Because of the difficulty of making sweeping changes to tobacco control laws nationally, Indonesia tobacco control advocates are increasingly pushing for changes at the local and regional levels, where money from the Bloomberg Initiative comes in handy.

Dr Theresia Sandra, a specialist in chronic lung disease at the Health Ministry, credits the Bloomberg Initiative with helping local governments counter the influence of big tobacco. The group “builds organisations to balance against the strength of industry and opens local governments to the necessity of protecting their communities”, Dr Sandra said.

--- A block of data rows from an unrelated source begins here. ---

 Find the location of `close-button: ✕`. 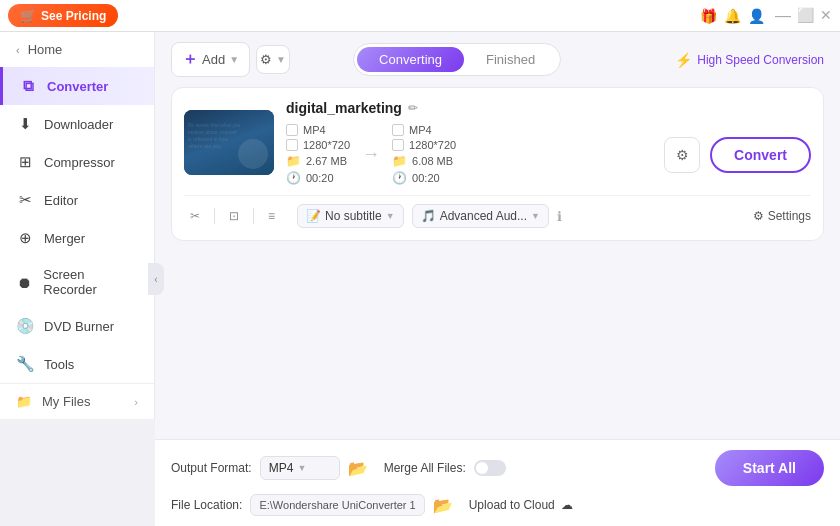

close-button: ✕ is located at coordinates (826, 16).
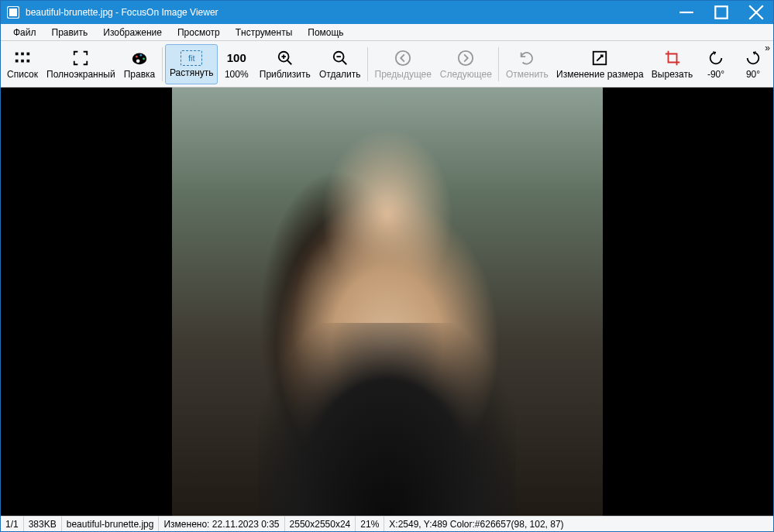 The width and height of the screenshot is (774, 532). Describe the element at coordinates (321, 523) in the screenshot. I see `status-dimensions: 2550x2550x24` at that location.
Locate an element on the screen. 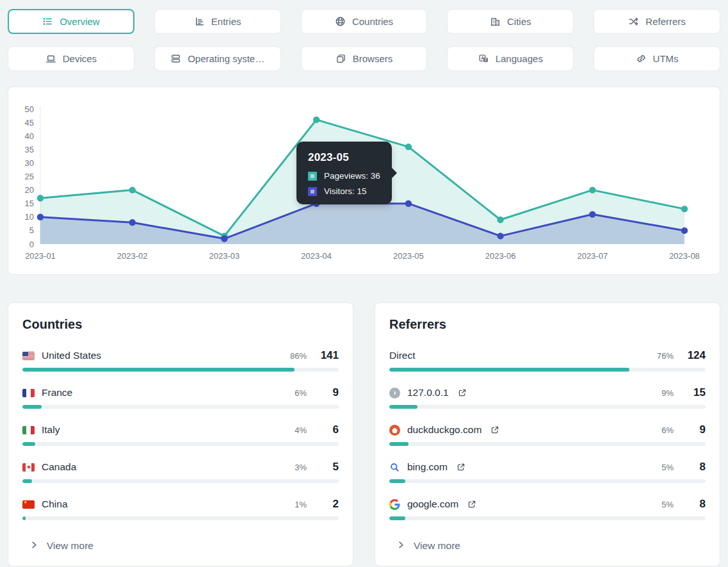 The height and width of the screenshot is (567, 728). list-item: › 127.0.0.1 9%15 is located at coordinates (547, 397).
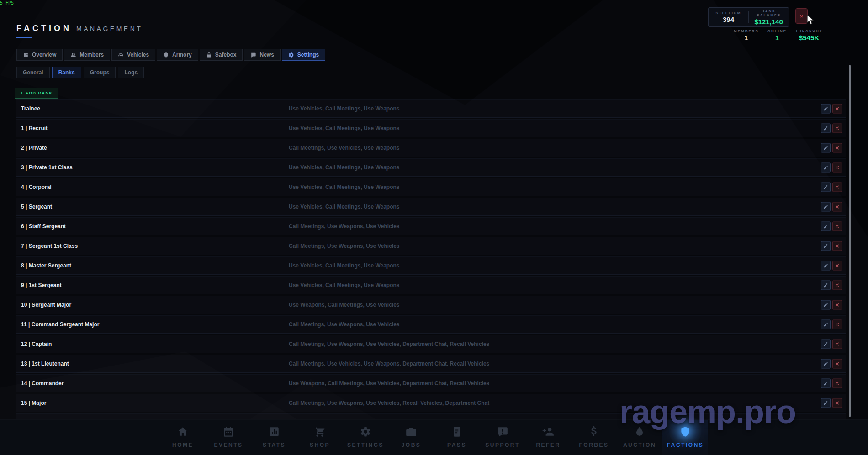 Image resolution: width=868 pixels, height=455 pixels. I want to click on nav-item: PASS, so click(457, 437).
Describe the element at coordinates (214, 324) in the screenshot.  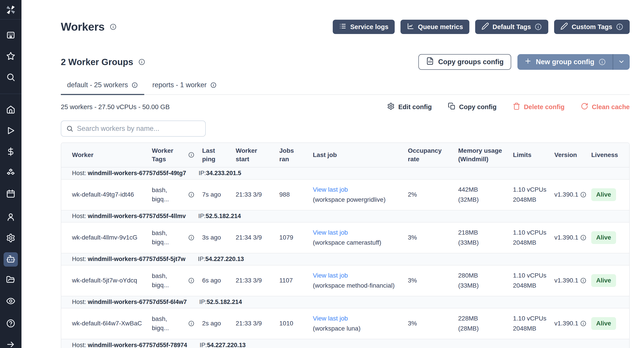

In one national success, the Indonesian government, with help from the Bloomberg Initiative, passed a law in 2014 requiring manufacturers to put warning labels on
cigarette packaging.

The tobacco fight in Indonesia, the world’s most populous Muslim nation, even extends to the country’s most powerful Muslim organisations, and shows just how central the issue is for society and the economy.

Muhammadiyah, Indonesia’s second-largest Muslim organisation, became the first major Muslim group in the country to issue an edict declaring that smoking is forbidden in all circumstances, citing smoking’s devastating consequences to public health.

The 2010 decision was significant: Muhammadiyah operates thousands of schools, universities and hospitals around the country. Almost overnight, those places became smoke-free zones.

But the Indonesian media quickly pounced on a funding detail. Posted on the Bloomberg Initiative’s website was a US$393,000 grant to Muhammadiyah in 2009.

According to Bloomberg’s website at the time, the grant sought “the issuance and dissemination of religious advice on the dangers of tobacco use among Muhammadiyah/Islamic institutions”.

Critics accused Muhammadiyah of seeking to unite Muslim opinion against tobacco in return for the grant money.

Dr Sudibyo Markus, who led Muhammadiyah’s health department at the time, said there had never been any quid pro quo.

Meanwhile, religious leaders affiliated with Nahdlatul Ulama (NU), Muhammadiyah’s main rival, criticised Muhammadiyah for supposedly bowing to Bloomberg’s money. But NU, which does not view smoking as forbidden in most circumstances, receives funding from the foundation wing of Djarum, Indonesia’s third-largest tobacco company.

The group’s vice chairman, Mr Maksum Mahfudh, said there was “no relationship whatsoever” between the funding and its decision that it would not forbid smoking.

He added that moving “drastically” against tobacco would impoverish the farmers and sellers who are “grass-roots people of NU”.

For now, the two sides appear to have fought to a draw.

After steadily rising for a decade, the smoking rate has plateaued, according to the Indonesian Family Life Survey, funded by the US National Institutes of Health, that was released in April.

Still, Philip Morris International remains optimistic about Indonesia. In a February conference call with investors, Mr Andr Calantzopoulos, chief executive officer, said Indonesia remained a good bet.

“We remain optimistic about the profit growth opportunities in this key market thanks to its growing adult population and rising income levels,” he told them.